Unless recreational use is permitted, the market for edibles will remain small. But in Colorado, where recreational use is legal, some retailers reported to the the Marijuana Business Factbook that 60 per cent of their revenue comes from cannabis-infused products. In 2014, edibles and extracts accounted for 30 per cent of America's legal market, totalling $650-million (U.S.) to $850-million in sales.

Properly labelled products let consumers and patients measure a dose more accurately, with slower and longer-lasting psychoactive effects, but none of the stigma of smoking, says Jeff Salzsauler, a Vancouver pastry consultant who advised the makers of a a new line of pot chocolate bars called STOLZ. Mr. Salzsauler is working on the product in Victoria, which is preparing a bylaw to allow sales of edibles.

Given that 20 to 30 per cent of Canadians have used pot in the last year, compared with just 10 per cent of Americans, according to Forum Research, Mr. Salzsauler says the domestic market is going to be "really, really big."

"It's hard not to speak in superlatives," he says. This spring, Mr. Salzsauler and several partners won a Dragons' Den-style student entrepreneurship competition at Simon Fraser University with their proposal for Piva, of a B2B service for edible producers. Piva, launching later this year, will design, standardize and package products professionally.

"[Cannabis producers] understand growing, they understand retailing, they understand the medical side, but, on the edible side, you have to have to have an understanding of the food business," says Mr. Salzsauler. "You've got to understand commercialization, food safety, product design – and that's a whole other world. We are offering a turnkey solution for people who want to get in."
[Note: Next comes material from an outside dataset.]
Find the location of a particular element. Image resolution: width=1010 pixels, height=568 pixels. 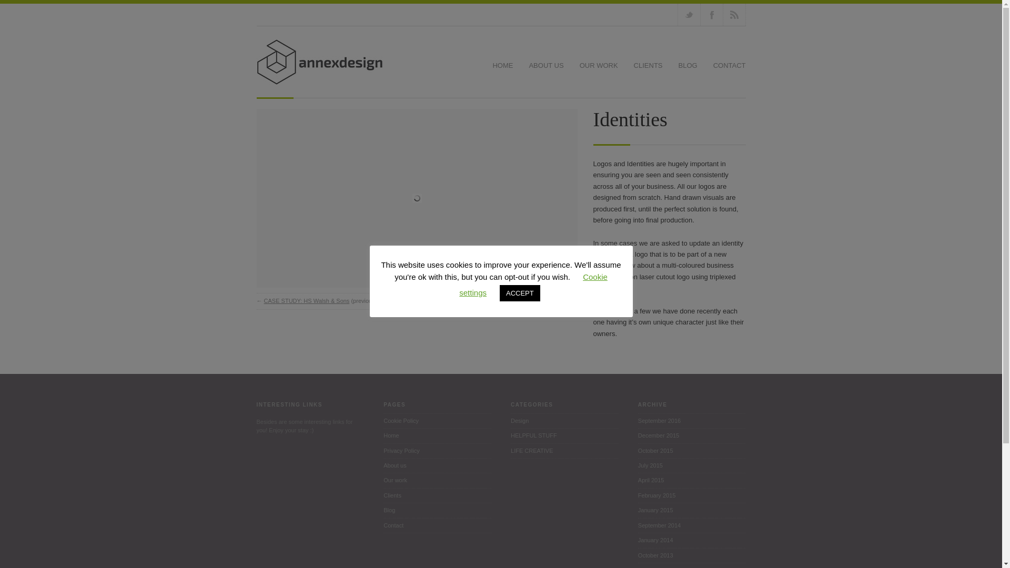

December 2015 is located at coordinates (692, 436).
"It's all going to be about standardization, which isn't too high of a bar," says Zach Walsh, a cannabis researcher and associate professor at the University of British Columbia. It will all come down to child-safety packaging and proper cannabidiol (CBD) and tetrahydrocannabinol (THC) labelling, the psychoactive ingredients akin to alcohol content, he says. "Just like a beer, you need to know that it's not 40-per-cent alcohol, because that will affect the speed of how you use it."
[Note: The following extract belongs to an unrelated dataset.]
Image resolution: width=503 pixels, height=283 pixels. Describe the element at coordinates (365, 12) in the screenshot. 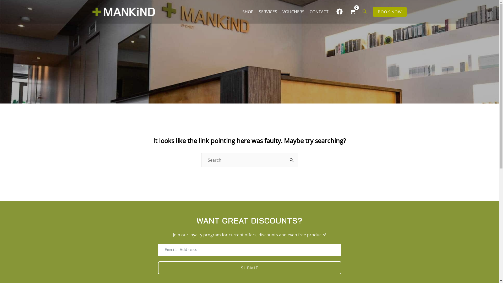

Edibles may also require a surgeon-general's-type warning that cannabinoid contents take longer to absorb, which would have been useful to New York Times columnist Maureen Dowd, who wrote about rapidly consuming an entire chocolate bar and the eight-hour psychotic episode that followed.

"A lot of people aren't taking the proper care to properly dose in the edibles they're making for patients, and that's where it gets scary. They eat a cookie and their high gets out of control," says Derrick Sim of Thompson Caribou Concentrates, makers of syrups, Lego gummy candies and "budder" (think almond butter), all of which he claims are lab-tested by the batch for accurate content levels.

"That just makes people and society more comfortable," echoes Mr. Salz. He says dosage control is the single biggest barrier to legitimizing edibles. According to a Journal of American Medical Association study, only 13 of 75 edibles that scientists analyzed had the THC levels indicated by the labels. Colorado state law has now ruled that products must come in 10-mg single servings to prevent consumers from accidentally "greening out."

Concerns over dosage control and child safety prompted a Vancouver-wide ban on edibles from dispensaries. UBC's Walsh says producers haven't done themselves any favours by making products that look like candy, but as production matures it could transform the way we consume cannabis.

"Delivery mechanisms have had a huge impact on the popularity of products," he says. "Cigarettes are what turned tobacco into a major problem; chocolate bars are what turned cocoa into a major consumer item. So will there be a new delivery system that will alter the fate of cannabis?"

If so, then Canada with its robust infrastructure for cannabis growing, retailing and research – and legalization possibly a year away – could be on the forefront.

Correction: A previous version said producing edibles in any form is illegal; In fact it's the sale of edible marijuana products – other than the oils mailed through Ottawa's medical system – that is illegal.